Because in the end both cups of tea are identical, at the end the one with the most energy will be the hottest. This means that the tea which had the milk added first has lost less energy so will end up warmer.

Comments

The temperature difference is one factor, but the specific heat capacity of milk is lower, meaning the mixture is a better insulator. I guess this must be negligible though.

Thought about this for a long time and didn't expect the difference to be so big.

One thing I wondered about was if the increased volume helps with cooling, but it's probably the opposite: A half empty cup has a larger surface area than a full cup.

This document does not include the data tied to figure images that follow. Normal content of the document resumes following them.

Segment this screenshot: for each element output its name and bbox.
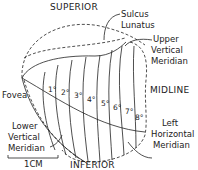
ecc-label-7: 7° xyxy=(125,107,134,116)
lower-vm-label-3: Meridian xyxy=(8,143,45,153)
ecc-label-5: 5° xyxy=(101,99,110,108)
sulcus-label-2: Lunatus xyxy=(121,20,155,30)
left-hm-leader xyxy=(128,142,152,158)
iso-ecc-7 xyxy=(119,46,124,155)
iso-ecc-2 xyxy=(56,65,66,155)
left-hm-label-3: Meridian xyxy=(153,140,190,150)
fovea-label: Fovea xyxy=(2,90,27,100)
scale-label: 1CM xyxy=(24,159,43,169)
visual-cortex-map-diagram: SUPERIOR INFERIOR MIDLINE Fovea Sulcus L… xyxy=(0,0,198,170)
ecc-label-3: 3° xyxy=(74,91,83,100)
ecc-label-1: 1° xyxy=(48,85,57,94)
sulcus-lunatus-line xyxy=(24,38,125,58)
sulcus-leader xyxy=(104,14,120,40)
upper-vm-label-3: Meridian xyxy=(151,56,188,66)
iso-ecc-4 xyxy=(83,57,88,161)
diagram-svg: SUPERIOR INFERIOR MIDLINE Fovea Sulcus L… xyxy=(0,0,198,170)
sulcus-label-1: Sulcus xyxy=(121,9,149,19)
midline-label: MIDLINE xyxy=(150,85,190,95)
superior-label: SUPERIOR xyxy=(50,2,98,12)
upper-vm-label-1: Upper xyxy=(153,34,179,44)
left-hm-label-1: Left xyxy=(162,118,179,128)
ecc-label-2: 2° xyxy=(61,88,70,97)
left-hm-label-2: Horizontal xyxy=(151,129,194,139)
iso-ecc-5 xyxy=(97,55,100,162)
inferior-label: INFERIOR xyxy=(70,160,115,170)
lower-vm-label-1: Lower xyxy=(12,121,38,131)
upper-vm-label-2: Vertical xyxy=(151,45,183,55)
lower-vm-label-2: Vertical xyxy=(8,132,40,142)
ecc-label-4: 4° xyxy=(87,95,96,104)
ecc-label-6: 6° xyxy=(113,103,122,112)
upper-vm-leader xyxy=(125,39,152,46)
ecc-label-8: 8° xyxy=(135,113,144,122)
iso-ecc-1 xyxy=(43,72,55,150)
iso-ecc-8 xyxy=(133,46,136,148)
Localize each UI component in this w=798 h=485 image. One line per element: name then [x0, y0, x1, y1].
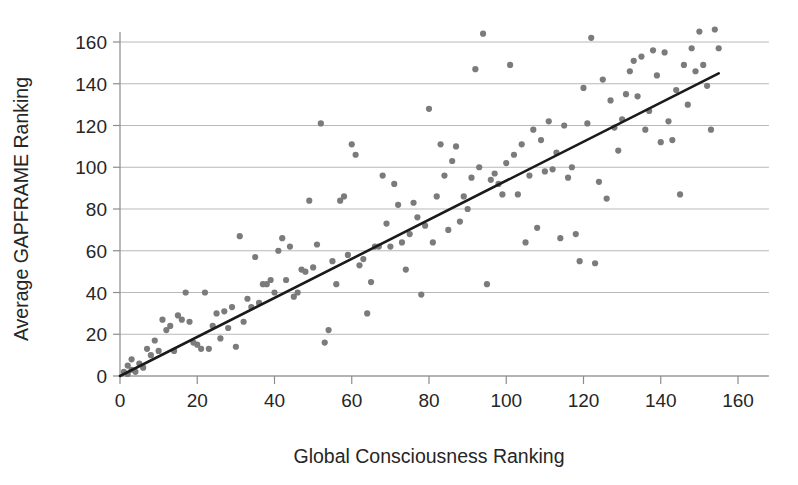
data-point — [159, 317, 165, 323]
data-point — [654, 72, 660, 78]
data-point — [418, 291, 424, 297]
data-point — [580, 85, 586, 91]
data-point — [241, 319, 247, 325]
data-point — [511, 152, 517, 158]
data-point — [395, 202, 401, 208]
data-point — [167, 323, 173, 329]
data-point — [410, 200, 416, 206]
data-point — [681, 62, 687, 68]
data-point — [221, 308, 227, 314]
data-point — [519, 141, 525, 147]
data-point — [202, 289, 208, 295]
data-point — [445, 227, 451, 233]
data-point — [669, 137, 675, 143]
data-point — [577, 258, 583, 264]
data-point — [380, 173, 386, 179]
data-point — [152, 337, 158, 343]
data-point — [499, 191, 505, 197]
data-point — [592, 260, 598, 266]
data-point — [186, 319, 192, 325]
data-point — [156, 348, 162, 354]
data-point — [673, 87, 679, 93]
data-point — [665, 118, 671, 124]
data-point — [600, 76, 606, 82]
data-point — [712, 26, 718, 32]
data-point — [476, 164, 482, 170]
data-point — [638, 54, 644, 60]
data-point — [457, 218, 463, 224]
x-tick-label: 160 — [722, 390, 754, 411]
data-point — [252, 254, 258, 260]
data-point — [692, 68, 698, 74]
data-point — [596, 179, 602, 185]
data-point — [526, 173, 532, 179]
data-point — [634, 93, 640, 99]
data-point — [565, 175, 571, 181]
data-point — [403, 266, 409, 272]
data-point — [465, 206, 471, 212]
data-point — [148, 352, 154, 358]
data-point — [283, 277, 289, 283]
data-point — [561, 122, 567, 128]
data-point — [689, 45, 695, 51]
y-tick-labels: 020406080100120140160 — [75, 32, 107, 387]
data-point — [364, 310, 370, 316]
data-point — [360, 256, 366, 262]
x-tick-label: 120 — [568, 390, 600, 411]
data-point — [704, 83, 710, 89]
data-point — [198, 346, 204, 352]
y-axis-title: Average GAPFRAME Ranking — [10, 77, 32, 341]
trend-line — [120, 73, 719, 376]
data-point — [542, 168, 548, 174]
data-point — [322, 340, 328, 346]
data-point — [716, 45, 722, 51]
x-tick-label: 80 — [418, 390, 439, 411]
data-point — [279, 235, 285, 241]
y-tick-label: 0 — [96, 366, 107, 387]
x-axis-title: Global Consciousness Ranking — [294, 445, 565, 467]
data-point — [213, 310, 219, 316]
y-tick-label: 20 — [86, 324, 107, 345]
data-point — [507, 62, 513, 68]
data-point — [503, 160, 509, 166]
data-point — [480, 31, 486, 37]
data-point — [128, 356, 134, 362]
data-point — [345, 252, 351, 258]
data-point — [387, 243, 393, 249]
data-point — [538, 137, 544, 143]
data-point — [430, 239, 436, 245]
data-point — [244, 296, 250, 302]
data-point — [441, 173, 447, 179]
data-points — [121, 26, 722, 377]
data-point — [607, 97, 613, 103]
y-tick-label: 140 — [75, 74, 107, 95]
data-point — [708, 127, 714, 133]
x-tick-labels: 020406080100120140160 — [115, 390, 754, 411]
data-point — [144, 346, 150, 352]
x-tick-label: 100 — [490, 390, 522, 411]
data-point — [696, 28, 702, 34]
data-point — [522, 239, 528, 245]
data-point — [275, 248, 281, 254]
data-point — [584, 120, 590, 126]
data-point — [453, 143, 459, 149]
data-point — [183, 289, 189, 295]
data-point — [468, 175, 474, 181]
data-point — [414, 214, 420, 220]
data-point — [310, 264, 316, 270]
plot-svg: 020406080100120140160 020406080100120140… — [0, 0, 798, 485]
data-point — [295, 289, 301, 295]
data-point — [573, 231, 579, 237]
data-point — [623, 91, 629, 97]
data-point — [353, 152, 359, 158]
data-point — [271, 289, 277, 295]
data-point — [604, 195, 610, 201]
y-tick-label: 60 — [86, 241, 107, 262]
data-point — [484, 281, 490, 287]
data-point — [677, 191, 683, 197]
data-point — [325, 327, 331, 333]
data-point — [356, 262, 362, 268]
data-point — [449, 158, 455, 164]
data-point — [225, 325, 231, 331]
data-point — [515, 191, 521, 197]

Thanks for the experiment! And I'm amazed I could find it with a google search...

you needed a fourth cup with tea and milk that was heated to the same temperature as the tea that didn't ever have milk in it, so we could see four lines on the chart

You didn't take the warming of the milk into account. If you take it out of the fridge just before adding it in both cases, then the answer is indeed trivial.

what?

Milka, you are right. Adding cold milk to hot tea will result in a hotter mix over time than adding cold milk to cool tea. The two teacups are not on equal thermodynamic footing. One takes a dose of cold when it is hot. The other takes the same dose Of cold when it is cooler. The relative "hit" is larger in the second instance, obviously. Unless the milk is left out of the fridge to warm up before being put into the second cup, the answer is indeed trivial.
The key difference between the two scenarios is not the time lapse between adding the milk. The key difference is that in one case the system is left to cool unobstructed, and in the other, part of the system is kept refrigerated (with an energy expense) and then added. If the energy expended to refrigerate the milk poured into the second cup were added back into that same cup, there would be no temperature difference between the two teas at the end.
In other words, putting the milk in first does not require you to keep the milk cold. Putting the milk in later, does. Putting the milk in later requires energy expended to keep that milk the same temperature as the milk put into the first cup. So when the milk is added later, thermodynamic account needs to be taken of that energy expense. But that expense is in the refrigerator, so the second cup is measured at a lower temperature because the refrigeration expense is not taken into account.
If each cup were isolated in a thermodynamic system, then the sum of the temperatures of the tea, the cup, and the refrigerator, would be equal. The discrepancy we find in the real world of tea temperatures only arises because we forget the thermodynamic system includes the milk refrigerator. One cup of tea might be warmer if you pour the milk in first, but the other, cooler cup, comes with more warm air expelled from your fridge. Just enough to make up the difference.

Thanks. My wife and I were debating this and Google and you helped out!

Great scientific method and explanation!
Was wandering about this today and you did the test perfectly.
Undeniable results! Good science!

My husband and I were debating this too! You seem like a smart intellectual, want to hang out some time? I can see us becoming good buddies.